[361] This is not the only passage in which Sophocles expresses feminine wo by silence. In the Trachiniae, Deianira vanishes in the same dumb abruptness when she hears from her son the effect of the centaur's gift upon her husband.
[362] According to that most profound maxim of Aristotle, that in tragedy a very bad man should never be selected as the object of chastisement, since his fate is not calculated to excite our sympathies.
[363] Electra, I. 250-300.
[364] When (line 614) Clytemnestra reproaches Electra for using insulting epithets to a mother—and "Electra, too, at such a time of life"—I am surprised that some of the critics should deem it doubtful whether Clytemnestra meant to allude to her being too young or too mature for such unfilial vehemence. Not only does the age of Orestes, so much the junior to Electra, prove the latter signification to be the indisputable one, but the very words of Electra herself to her younger sister, Chrysothemis, when she tells her that she is "growing old, unwedded."
Estos'onde tou chronou alektra gaearskousan anumegaia te.
Brunck has a judicious note on Electra's age, line 614.
[365] Macbeth, act i., scene 5.
[366] See Note [376].
[367] Sophocles skilfully avoids treading the ground consecrated to Aeschylus. He does not bring the murder before us with the struggles and resolve of Orestes.
[368] This is very characteristic of Sophocles; he is especially fond of employing what may be called "a crisis in life" as a source of immediate interest to the audience. So in the "Oedipus at Coloneus," Oedipus no sooner finds he is in the grove of the Furies than he knows his hour is approaching; so, also, in the "Ajax," the Nuncius announces from the soothsayer, that if Ajax can survive the one day which makes the crisis of his life, the anger of the goddess will cease. This characteristic of the peculiar style of Sophocles might be considered as one of the proofs (were any wanting) of the authenticity of the "Trachiniae."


Could you write out the data that follows, exactly and in full?

▶ [The records]:
* * * * * * *

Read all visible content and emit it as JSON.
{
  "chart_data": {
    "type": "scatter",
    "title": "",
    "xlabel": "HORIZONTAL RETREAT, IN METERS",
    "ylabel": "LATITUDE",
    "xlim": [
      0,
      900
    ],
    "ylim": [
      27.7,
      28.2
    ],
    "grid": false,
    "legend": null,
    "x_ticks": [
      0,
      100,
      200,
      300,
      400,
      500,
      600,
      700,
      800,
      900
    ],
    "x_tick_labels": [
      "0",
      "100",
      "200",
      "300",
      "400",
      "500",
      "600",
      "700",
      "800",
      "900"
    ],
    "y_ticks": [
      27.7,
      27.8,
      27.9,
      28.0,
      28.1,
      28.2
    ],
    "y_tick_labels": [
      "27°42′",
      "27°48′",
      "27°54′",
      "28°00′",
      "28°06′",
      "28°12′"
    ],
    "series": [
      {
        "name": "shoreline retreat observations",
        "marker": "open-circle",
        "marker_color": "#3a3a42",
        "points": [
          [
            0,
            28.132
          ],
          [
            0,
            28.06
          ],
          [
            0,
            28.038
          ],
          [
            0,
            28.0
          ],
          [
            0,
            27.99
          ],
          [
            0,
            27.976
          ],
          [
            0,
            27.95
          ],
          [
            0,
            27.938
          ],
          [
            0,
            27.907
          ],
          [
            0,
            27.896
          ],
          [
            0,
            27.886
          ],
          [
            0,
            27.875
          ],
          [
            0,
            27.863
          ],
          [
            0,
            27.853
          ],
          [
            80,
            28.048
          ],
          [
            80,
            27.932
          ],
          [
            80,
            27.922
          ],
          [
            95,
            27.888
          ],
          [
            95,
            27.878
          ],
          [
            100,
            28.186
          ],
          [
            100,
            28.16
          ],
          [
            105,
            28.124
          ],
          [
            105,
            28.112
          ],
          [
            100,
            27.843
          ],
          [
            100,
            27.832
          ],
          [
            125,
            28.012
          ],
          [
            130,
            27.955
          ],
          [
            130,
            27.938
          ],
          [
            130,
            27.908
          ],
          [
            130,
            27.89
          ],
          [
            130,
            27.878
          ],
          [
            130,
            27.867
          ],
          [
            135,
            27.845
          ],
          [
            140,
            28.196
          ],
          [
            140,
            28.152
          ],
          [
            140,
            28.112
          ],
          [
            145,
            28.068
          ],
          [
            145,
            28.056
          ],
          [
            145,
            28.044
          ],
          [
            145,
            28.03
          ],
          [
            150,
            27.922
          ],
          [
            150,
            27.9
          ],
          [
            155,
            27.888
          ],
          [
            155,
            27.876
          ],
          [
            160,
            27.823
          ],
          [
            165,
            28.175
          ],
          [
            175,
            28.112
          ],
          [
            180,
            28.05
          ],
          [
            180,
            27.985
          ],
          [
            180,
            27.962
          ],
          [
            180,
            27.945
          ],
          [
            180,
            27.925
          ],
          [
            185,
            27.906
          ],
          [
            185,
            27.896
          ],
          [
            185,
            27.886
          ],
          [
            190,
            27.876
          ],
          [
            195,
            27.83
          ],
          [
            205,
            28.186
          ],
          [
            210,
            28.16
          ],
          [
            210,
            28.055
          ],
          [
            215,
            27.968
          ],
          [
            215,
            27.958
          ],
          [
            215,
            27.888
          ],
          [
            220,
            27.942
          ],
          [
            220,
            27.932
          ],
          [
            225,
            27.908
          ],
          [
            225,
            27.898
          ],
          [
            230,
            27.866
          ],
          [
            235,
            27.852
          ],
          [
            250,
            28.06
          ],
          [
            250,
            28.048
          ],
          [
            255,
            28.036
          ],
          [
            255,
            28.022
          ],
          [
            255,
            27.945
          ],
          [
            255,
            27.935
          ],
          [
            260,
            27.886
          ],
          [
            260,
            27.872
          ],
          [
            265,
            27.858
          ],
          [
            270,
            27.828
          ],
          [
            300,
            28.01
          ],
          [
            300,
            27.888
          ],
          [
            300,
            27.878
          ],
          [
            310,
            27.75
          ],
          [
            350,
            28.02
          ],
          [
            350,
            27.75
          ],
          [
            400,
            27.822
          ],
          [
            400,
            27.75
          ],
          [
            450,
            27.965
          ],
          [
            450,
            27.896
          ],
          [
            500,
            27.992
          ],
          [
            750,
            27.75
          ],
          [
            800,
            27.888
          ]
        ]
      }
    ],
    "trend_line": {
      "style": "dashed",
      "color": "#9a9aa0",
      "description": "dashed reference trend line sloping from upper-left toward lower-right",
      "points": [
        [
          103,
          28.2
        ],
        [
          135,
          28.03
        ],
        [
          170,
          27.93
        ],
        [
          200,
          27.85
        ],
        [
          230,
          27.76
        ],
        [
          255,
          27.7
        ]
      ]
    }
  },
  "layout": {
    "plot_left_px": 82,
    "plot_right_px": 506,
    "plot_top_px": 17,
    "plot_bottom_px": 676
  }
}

* * * * * * *

▶ [Answer box]:
Read all visible content and emit it as JSON.
{
  "chart_data": {
    "type": "scatter",
    "title": "",
    "xlabel": "HORIZONTAL RETREAT, IN METERS",
    "ylabel": "LATITUDE",
    "xlim": [
      0,
      900
    ],
    "ylim": [
      27.7,
      28.2
    ],
    "grid": false,
    "legend": null,
    "x_ticks": [
      0,
      100,
      200,
      300,
      400,
      500,
      600,
      700,
      800,
      900
    ],
    "x_tick_labels": [
      "0",
      "100",
      "200",
      "300",
      "400",
      "500",
      "600",
      "700",
      "800",
      "900"
    ],
    "y_ticks": [
      27.7,
      27.8,
      27.9,
      28.0,
      28.1,
      28.2
    ],
    "y_tick_labels": [
      "27°42′",
      "27°48′",
      "27°54′",
      "28°00′",
      "28°06′",
      "28°12′"
    ],
    "series": [
      {
        "name": "shoreline retreat observations",
        "marker": "open-circle",
        "marker_color": "#3a3a42",
        "points": [
          [
            0,
            28.132
          ],
          [
            0,
            28.06
          ],
          [
            0,
            28.038
          ],
          [
            0,
            28.0
          ],
          [
            0,
            27.99
          ],
          [
            0,
            27.976
          ],
          [
            0,
            27.95
          ],
          [
            0,
            27.938
          ],
          [
            0,
            27.907
          ],
          [
            0,
            27.896
          ],
          [
            0,
            27.886
          ],
          [
            0,
            27.875
          ],
          [
            0,
            27.863
          ],
          [
            0,
            27.853
          ],
          [
            80,
            28.048
          ],
          [
            80,
            27.932
          ],
          [
            80,
            27.922
          ],
          [
            95,
            27.888
          ],
          [
            95,
            27.878
          ],
          [
            100,
            28.186
          ],
          [
            100,
            28.16
          ],
          [
            105,
            28.124
          ],
          [
            105,
            28.112
          ],
          [
            100,
            27.843
          ],
          [
            100,
            27.832
          ],
          [
            125,
            28.012
          ],
          [
            130,
            27.955
          ],
          [
            130,
            27.938
          ],
          [
            130,
            27.908
          ],
          [
            130,
            27.89
          ],
          [
            130,
            27.878
          ],
          [
            130,
            27.867
          ],
          [
            135,
            27.845
          ],
          [
            140,
            28.196
          ],
          [
            140,
            28.152
          ],
          [
            140,
            28.112
          ],
          [
            145,
            28.068
          ],
          [
            145,
            28.056
          ],
          [
            145,
            28.044
          ],
          [
            145,
            28.03
          ],
          [
            150,
            27.922
          ],
          [
            150,
            27.9
          ],
          [
            155,
            27.888
          ],
          [
            155,
            27.876
          ],
          [
            160,
            27.823
          ],
          [
            165,
            28.175
          ],
          [
            175,
            28.112
          ],
          [
            180,
            28.05
          ],
          [
            180,
            27.985
          ],
          [
            180,
            27.962
          ],
          [
            180,
            27.945
          ],
          [
            180,
            27.925
          ],
          [
            185,
            27.906
          ],
          [
            185,
            27.896
          ],
          [
            185,
            27.886
          ],
          [
            190,
            27.876
          ],
          [
            195,
            27.83
          ],
          [
            205,
            28.186
          ],
          [
            210,
            28.16
          ],
          [
            210,
            28.055
          ],
          [
            215,
            27.968
          ],
          [
            215,
            27.958
          ],
          [
            215,
            27.888
          ],
          [
            220,
            27.942
          ],
          [
            220,
            27.932
          ],
          [
            225,
            27.908
          ],
          [
            225,
            27.898
          ],
          [
            230,
            27.866
          ],
          [
            235,
            27.852
          ],
          [
            250,
            28.06
          ],
          [
            250,
            28.048
          ],
          [
            255,
            28.036
          ],
          [
            255,
            28.022
          ],
          [
            255,
            27.945
          ],
          [
            255,
            27.935
          ],
          [
            260,
            27.886
          ],
          [
            260,
            27.872
          ],
          [
            265,
            27.858
          ],
          [
            270,
            27.828
          ],
          [
            300,
            28.01
          ],
          [
            300,
            27.888
          ],
          [
            300,
            27.878
          ],
          [
            310,
            27.75
          ],
          [
            350,
            28.02
          ],
          [
            350,
            27.75
          ],
          [
            400,
            27.822
          ],
          [
            400,
            27.75
          ],
          [
            450,
            27.965
          ],
          [
            450,
            27.896
          ],
          [
            500,
            27.992
          ],
          [
            750,
            27.75
          ],
          [
            800,
            27.888
          ]
        ]
      }
    ],
    "trend_line": {
      "style": "dashed",
      "color": "#9a9aa0",
      "description": "dashed reference trend line sloping from upper-left toward lower-right",
      "points": [
        [
          103,
          28.2
        ],
        [
          135,
          28.03
        ],
        [
          170,
          27.93
        ],
        [
          200,
          27.85
        ],
        [
          230,
          27.76
        ],
        [
          255,
          27.7
        ]
      ]
    }
  },
  "layout": {
    "plot_left_px": 82,
    "plot_right_px": 506,
    "plot_top_px": 17,
    "plot_bottom_px": 676
  }
}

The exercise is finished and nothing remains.